About the show
antíphasis, n. — the assertion and denial of the same proposition (Aristotle).
Antiphasis is a conversation between technologist Douglas Locklin and philosopher James Wu. Its premise is that AI augmentation of thought is already happening — to the hosts themselves, in real time — and the honest way to examine that is from within.
Each episode puts contemporary questions about mind, technology, and cognition into dialogue with the philosophers who already thought hard about related problems — Hegel, Heidegger, Kant, Nietzsche, Marx, and others — treating those thinkers as active interlocutors rather than historical footnotes.

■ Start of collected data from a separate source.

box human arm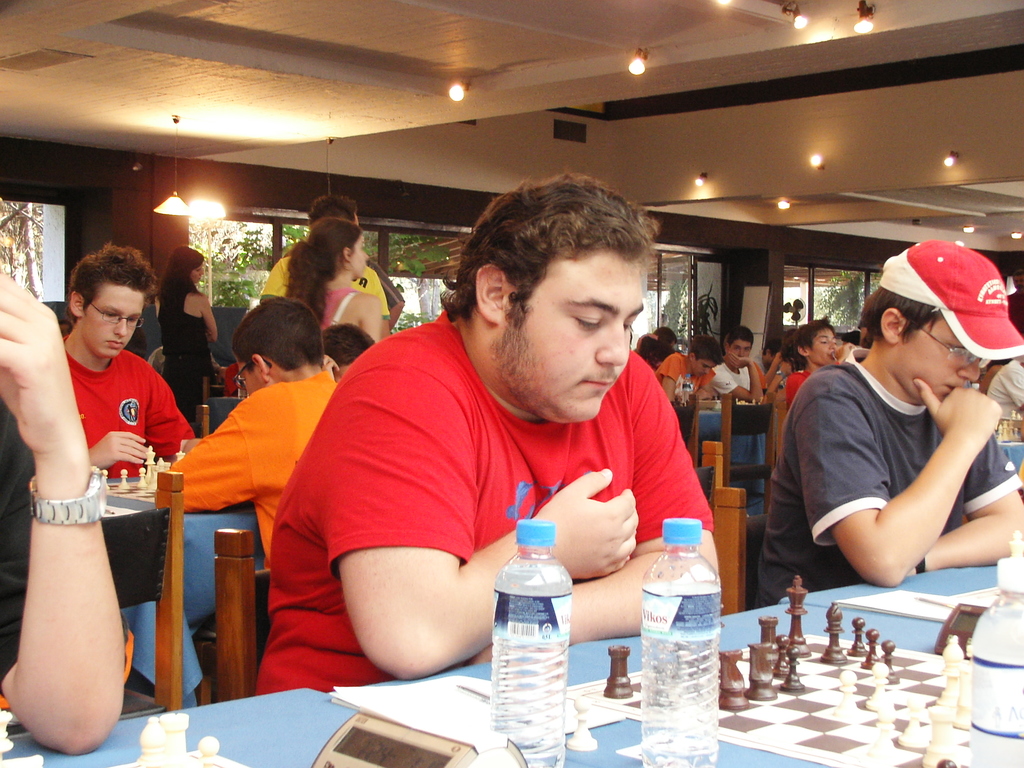
<bbox>86, 419, 165, 467</bbox>
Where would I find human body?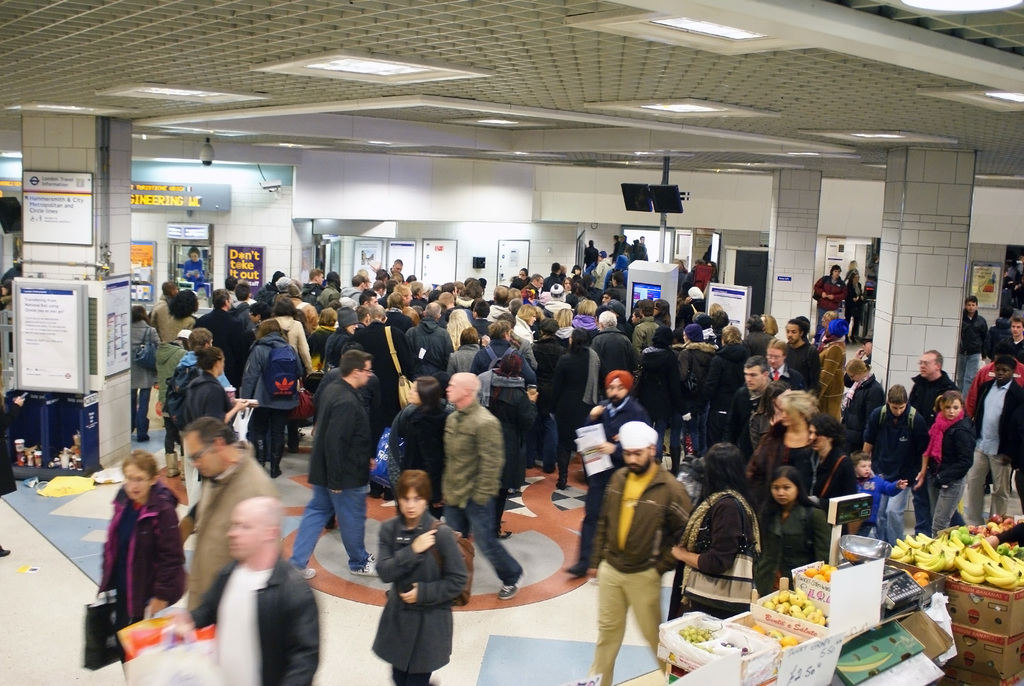
At bbox=(180, 335, 248, 445).
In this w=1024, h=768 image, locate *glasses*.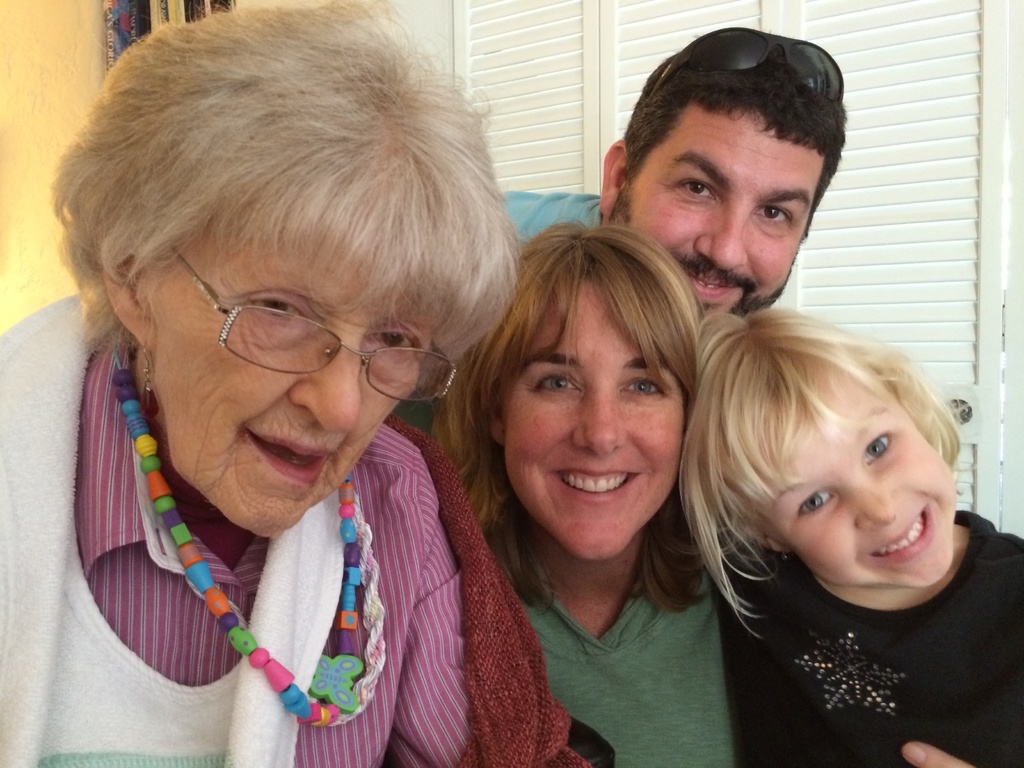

The show holds itself to the citational discipline it would ask of a philosophy seminar: claims are sourced, quotations are placed, and the line between documented fact and interpretation is never blurred — whether the source is a philosophical text, a historical record, or a song lyric. That rigor is part of the show’s stance: an argument that AI-assisted thought can still be careful, rather than something that necessarily degrades standards.
A second, structural goal is to demonstrate that discipline in practice. The hosts build and use their own tool — Extracosmic Commons, a semantic search engine over their own transcripts and sources — live, on air. The tool isn’t a sponsor segment; it’s the show’s method made visible.
The philosopher half. Brings Plato, Hegel, Heidegger and company into the room as active interlocutors, and holds the show to seminar-grade sourcing.
The technologist half of the show. Builds Extracosmic Commons — the semantic search engine the hosts think through episodes with, live on air.